Alec Hogg interviews Clay Christensen on disruption, education, SA

Clayton Christensen – The Father of Distruption

I recently caught up with my long time hero, the world’s leading business thinker, Harvard Professor Clayton Christensen. Here is my interview for CNBC Africa. It was supposed to be 30 minutes but the event (sponsored by Accenture) was running hours late because of loadshedding-affected traffic problems. So we started late, were shoved into an inappropriate cubicle with no protection from thumping seminar music and just as the interview started hitting full stride, Clay was called away. So here’s the seven minutes that were edited together from our truncated chat. Am really hoping to get another chance to spend quality time with this hugely influential, humble man who talks here about disruption, education and South Africa. – Alec Hogg

It is extraordinary how your work has shot into the limelight. ‘The father of disruption’, you’re called. Do you think it’s been overdone – the focus on disruption around the world?

Well, yes and no. People use it in ways that are not meaningful. They don’t even take the time to understand what disruption means and then they apply it in any way so that they can justify whatever it is that they want to do, in the first place. This happens often. Michael Porter had a word, called ‘strategic’ and people who want to justify whatever they want to do, say it’s ‘a strategic investment’. Thomas Kuhn gave us a word, called ‘paradigm’ and it’s misused. Disruption is being misused a lot. The impact its had is because it’s a good theory. It really is a piece of work that describes causality in an important part of a manager’s life.

‘Innovator’s dilemma’: your bestseller, which is one of Top 5 business books of all time, according to most analysts. I guess that’s more what you’d like to be known as – as a person who’s promoted innovation, rather than changing society.

That’s right.

The world needs it right now, more than ever.

Absolutely. It does. You have the next generation coming up, needing to get jobs, and if we don’t solve the innovation paradox, a whole generation of people won’t have jobs. Innovation is what causes jobs to emerge.

With machines increasingly taking over the jobs done by human beings, how do you see a solution to this dilemma?

It’s a good question. On every dimension, there is consumption and there is non-consumption. I’ll give you a silly example. One of my students loves art and she decided that there was an enormous amount of non-consumption of art. What she meant by that is when you move into a new apartment or a house, there’s a big wall with nothing on it and so you go out and find a piece of art and stick it there. For the next three weeks, whenever you pass it you stop, look at it, and say ‘boy, that’s beautiful’ and you’re consuming art. However, after about three weeks, you forget it’s there and yet, you don’t go and buy another one because it’s occupied and you become a non-consumer of art. What she said was ‘I’m going to start a company that makes it easy for more people to consume art’, and so she sells them a flat panel display/high-definition and every three weeks, you get another piece of art. Non-consumption became consumption again. When you think about it in that way, there are huge amounts of non-consumption of many things in the world and if we make it easier and simpler for more people to consume whatever we’re talking about, there’s growth. There’s a lot of non-consumption of education, for example. If we make it easier, simpler, and more effective to consume education, a staggering industry would become alive.

That’s something you talk a lot about – education. In fact, I’ve watched one of your videos where you said that the Harvard Business School (your own employer) is under threat.

Oh, it is. One of the biggest problems in society and in our lives is that somebody in the past decided to separate things that should be together, or put things together that should be separate. That’s created a lot of problems. For example, somebody decided that you have the Sunni’s, Shi’ites, and Kurds. Let’s just put them all together and we’ll call it Iraq. Putting them together when they should be separate, has caused all kinds of problems. Somebody in the past decided that education should begin when you’re admitted to school, ends when you graduate, and then you have your job. God didn’t put the boundary there. Somebody did, but it wasn’t God. We need to just learn how to provide education about management through the entire life of a manager’s career. So that they’d learn from us and we’d learn from them rather than regarding education as an event that has a beginning and an end.

It’s lifelong learning.

That’s right and it’s really important for all of us.

Clay, in South Africa we have a great need here for different thinking/innovative thinking. Perhaps political ideology or our history is shaping the way some of the leaders are taking this country. How do you open one’s eyes rather than what business is doing here (almost trying to poke them out with a stick)?

Firstly, data will never solve this problem because data is only available about the past. Data is always incomplete and if you try to win an argument with data; the next day, they use data to reverse whatever it was you’d accomplished so that doesn’t work. What does work, however, is you need to have a theory of causality – what causes things and why.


[YOUR TASK] Each entry must be given again exactly; images do not belong in the copy.

■ ■ ■ ■

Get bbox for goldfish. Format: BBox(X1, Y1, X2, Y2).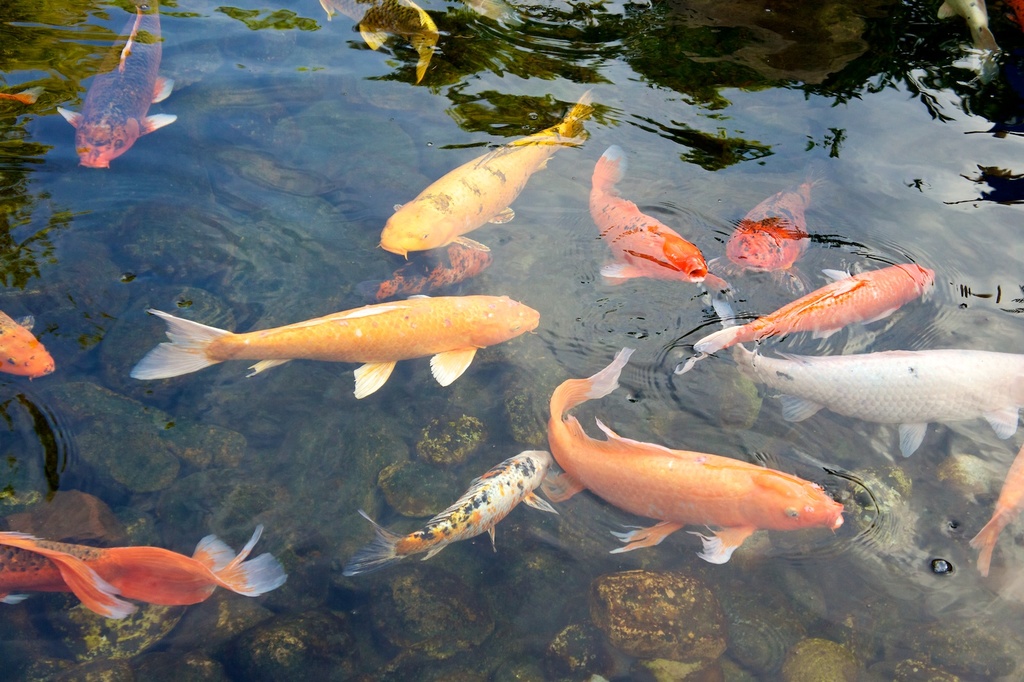
BBox(376, 233, 494, 303).
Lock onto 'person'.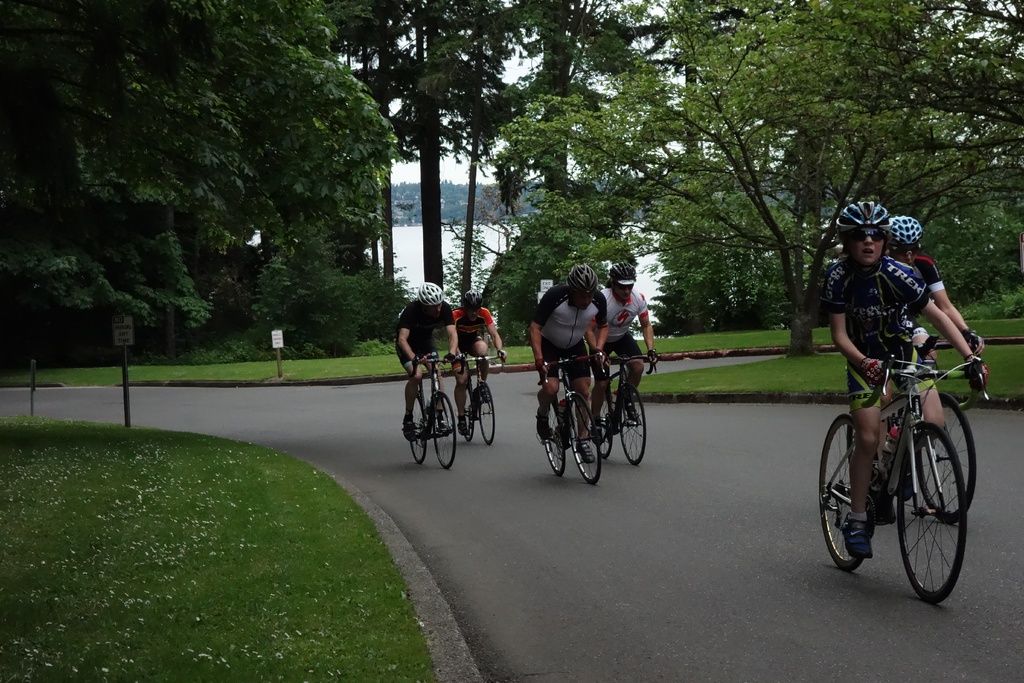
Locked: {"x1": 822, "y1": 201, "x2": 991, "y2": 559}.
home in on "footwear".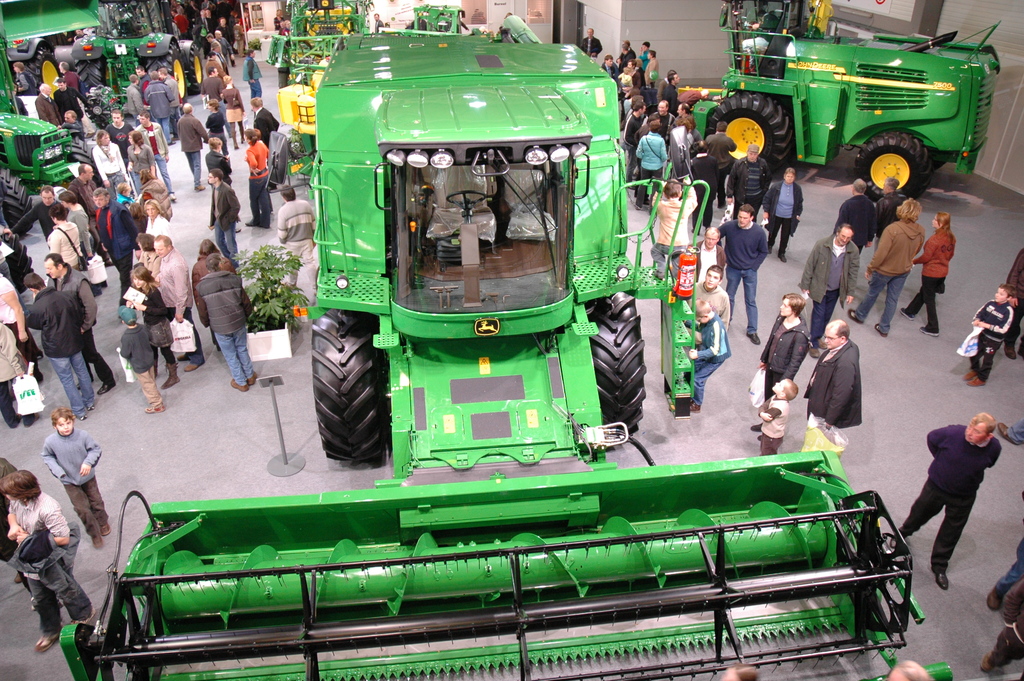
Homed in at <region>92, 536, 101, 548</region>.
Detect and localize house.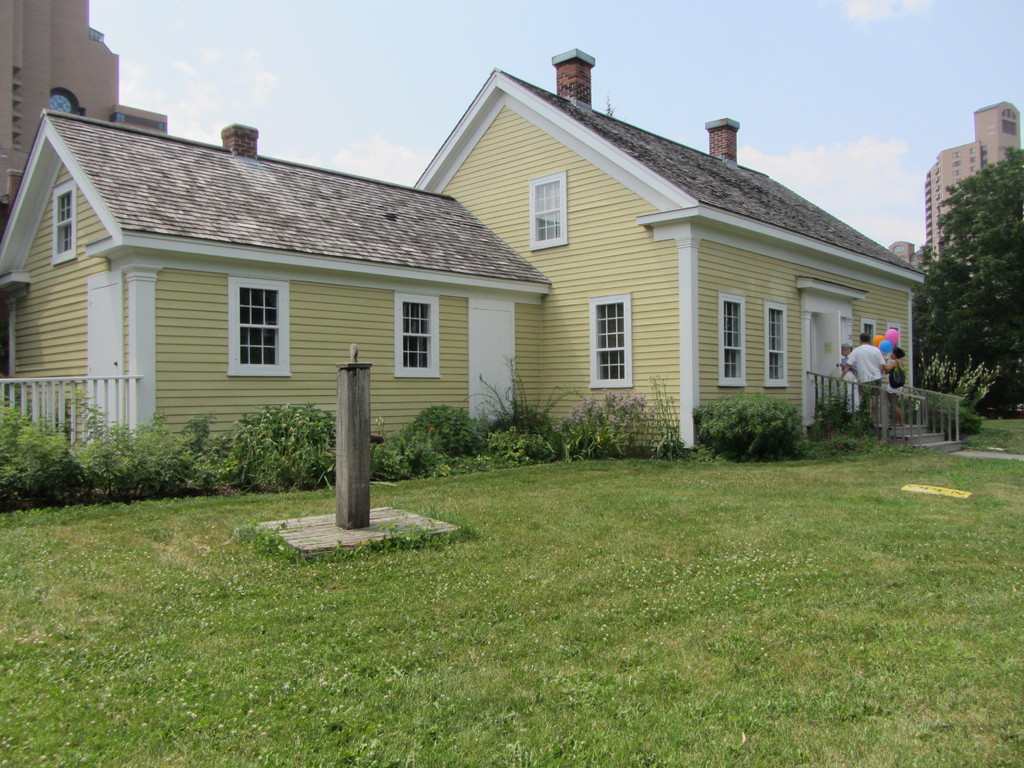
Localized at 333, 51, 918, 475.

■ ■ ■ ■

[RESULT OF THE TASK]
Get bbox for goldfish. Format: BBox(X1, Y1, X2, Y2).
BBox(376, 233, 494, 303).
Lock onto 'person'.
Locked: {"x1": 822, "y1": 201, "x2": 991, "y2": 559}.
home in on "footwear".
Homed in at <region>92, 536, 101, 548</region>.
Detect and localize house.
Localized at 333, 51, 918, 475.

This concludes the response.